MEET SAGITTARIUS A*: SCIENTISTS SNAP FIRST PICTURE OF SUPERMASSIVE BLACK HOLE AT CENTER OF MILKY WAY "The idea of black holes sucking everything into them was definitely something I heard as a kid, and that's just wrong," Gorjian said. If you need to know one thing about black holes, Gorjian said, it's that "black holes don't suck." This vast blackness contains all the matter of the black hole. The black hole name comes from the area just beneath the surface known as the event horizon, where nothing can escape – even light.

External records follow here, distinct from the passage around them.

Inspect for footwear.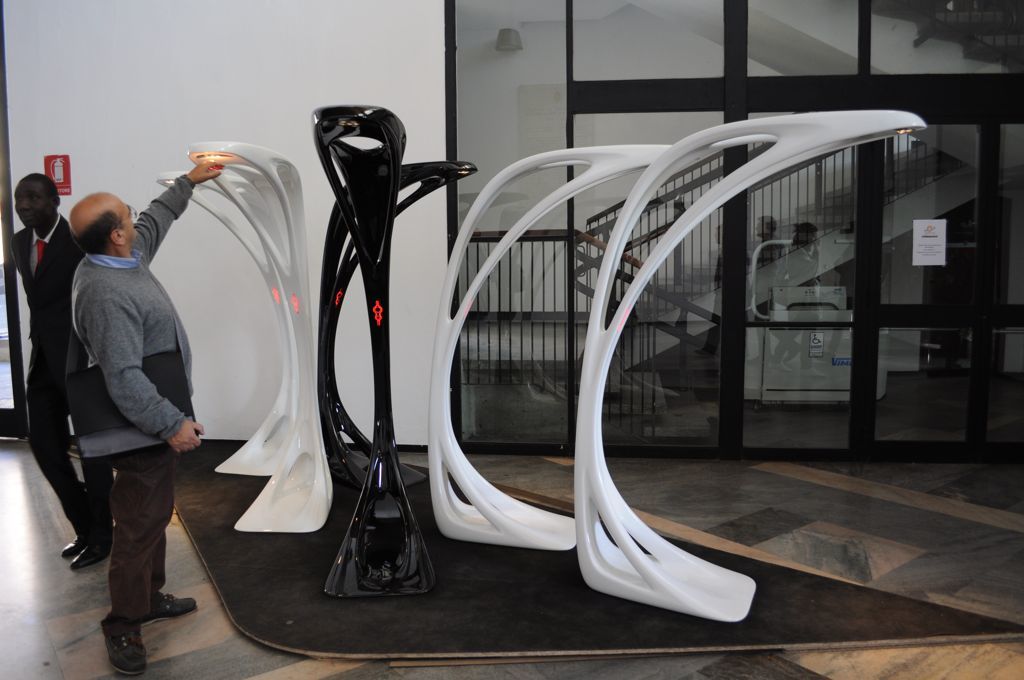
Inspection: Rect(143, 584, 198, 625).
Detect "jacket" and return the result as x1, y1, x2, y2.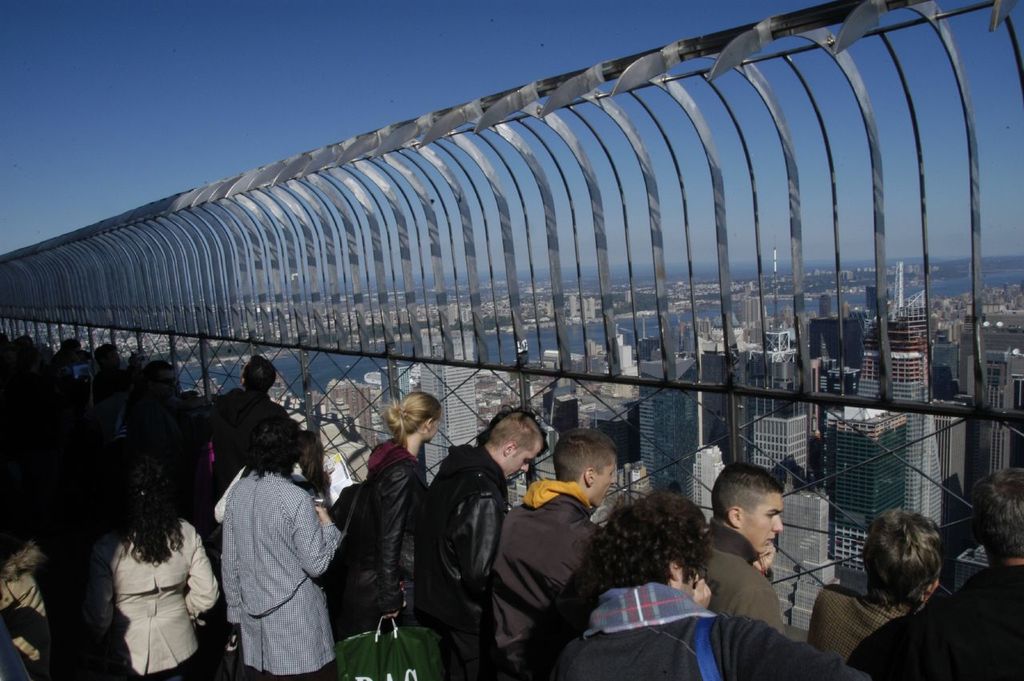
414, 422, 506, 647.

a person getting sucked into a black hole

(Image: NASA JPL/Caltech)Ī black hole is a huge amount of mass in a very tiny volume. The black holes were detected by NASA's Nuclear Spectroscopic Array, or NuSTAR, which spotted 32 such black holes in this field and has observed hundreds across the whole sky. Outside a black hole, however, everything is just dandy.The blue dots in this field of galaxies, known as the COSMOS field, show galaxies that contain supermassive black holes emitting high-energy X-rays. A particular black hole will have a certain mass (anywhere from a few times the mass of the sun for the smaller ones in the galaxy up to billions of times heavier for the true monsters roaming the cosmos), and orbiting the black hole is just like orbiting anything else of identical mass. Gravity is just gravity, and orbits are orbits. Indeed, lots of stuff in the universe finds itself orbiting around black holes. Once these foolhardy adventurers get caught in the black hole's gravitational embrace, they begin the journey toward the end.

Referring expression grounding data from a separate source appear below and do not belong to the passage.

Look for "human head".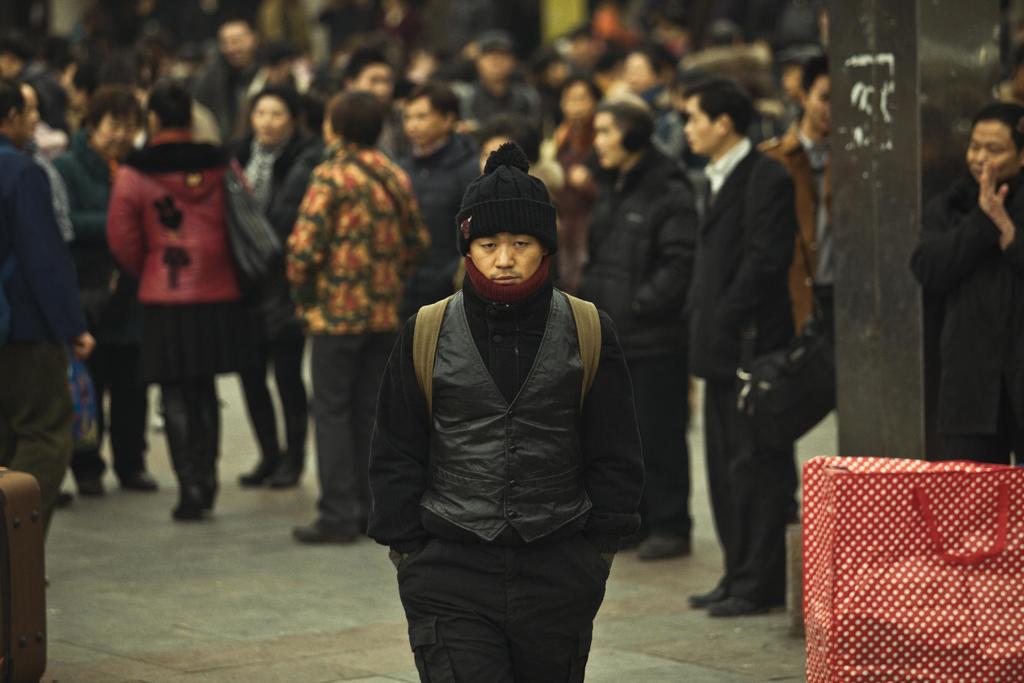
Found: box=[219, 21, 253, 64].
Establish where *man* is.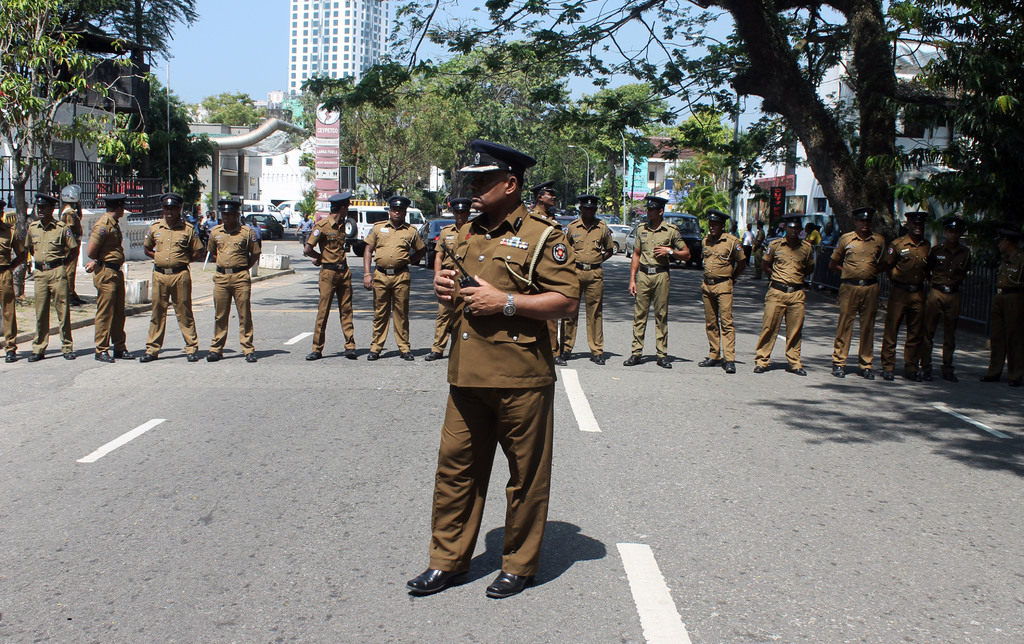
Established at {"x1": 929, "y1": 218, "x2": 971, "y2": 382}.
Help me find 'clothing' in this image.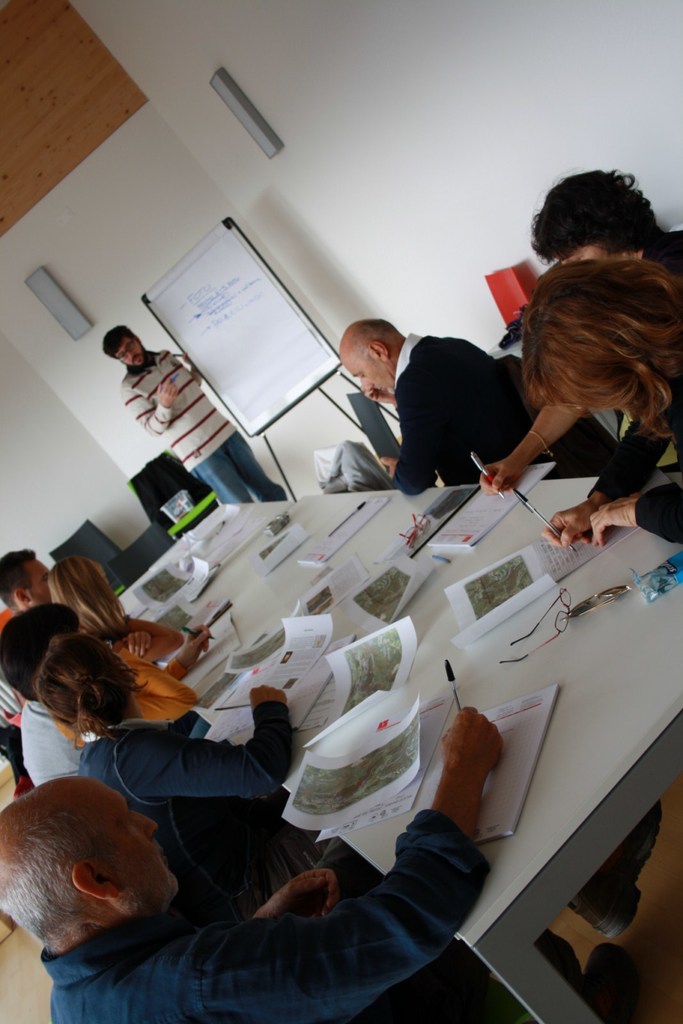
Found it: [71, 712, 281, 899].
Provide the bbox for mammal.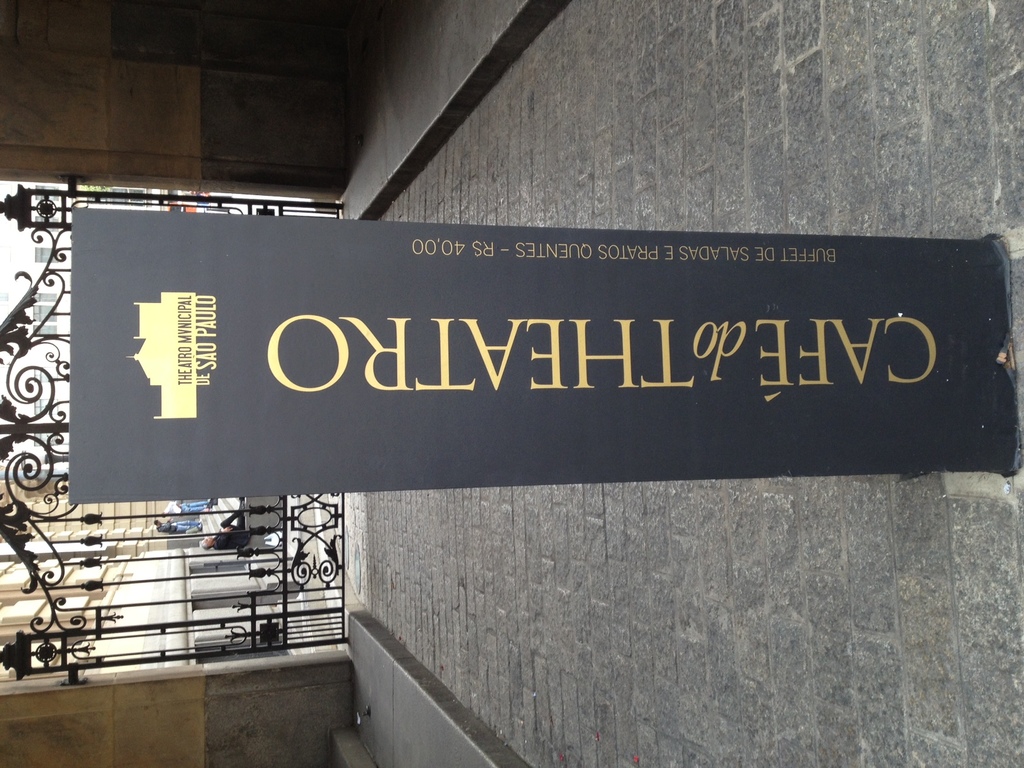
pyautogui.locateOnScreen(172, 497, 208, 515).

a person getting sucked into a black hole

As material falls toward the black hole, it tends to get squeezed into a razor-thin band known as an accretion disk. That disk spins and spins, with heat, friction, and magnetic and electric forces energizing it, causing the material to glow brightly. In the case of the most massive black holes, the accretion disks around them glow so intensely that they get a new name: active galactic nuclei (AGN), capable of outshining millions of individual galaxies. In the accretion disk, individual bits of material rub up against other bits, draining them of rotational energy and driving them ever-inward to the gaping maw of the black hole's event horizon.

a person getting sucked into a black hole

But still, if it weren't for those frictional forces, the material would be able to orbit around the black hole in perpetuity, the same way that the planets can orbit around the sun for billions of years.Īs you get closer to the black hole's center, though, you reach a certain point where all hopes of stability are dashed against the rocks of gravity. Just outside the black hole, but before reaching the event horizon, the gravitational forces are so extreme that stable orbits become impossible. Once you reach this region, you cannot remain in placid orbit. You have only two choices: if you have rockets or some other source of energy, you can propel yourself away to safety. But if you're a hapless chunk of gas, you're doomed to fall freely toward the waiting dark nightmare below. This boundary, the innermost stable circular orbit (or ISCO for the lovers of astronomical jargon), is a firm prediction of Einstein's general theory of relativity, the same theory that predicts the existence of black holes in the first place. Related: 8 ways you can see Einstein's Theory of Relativity in real lifeĭespite the success of general relativity in predicting and explaining phenomena across the universe, and our sure knowledge that black holes are real, we've never been able to verify the existence of the ISCO and whether it conforms to the predictions of general relativity.īut the gas that falls to its doom may provide a way for us to verify that existence.

A PERSON GETTING SUCKED INTO A BLACK HOLE HOW TO

  • Getting sucked into a black hole how to#ĭancing lightsĪ team of astronomers recently published an article in the journal Monthly Notices of the Royal Astronomical Society, which also was uploaded to the preprint journal arXiv, describing how to take advantage of that dying light to study the ISCO.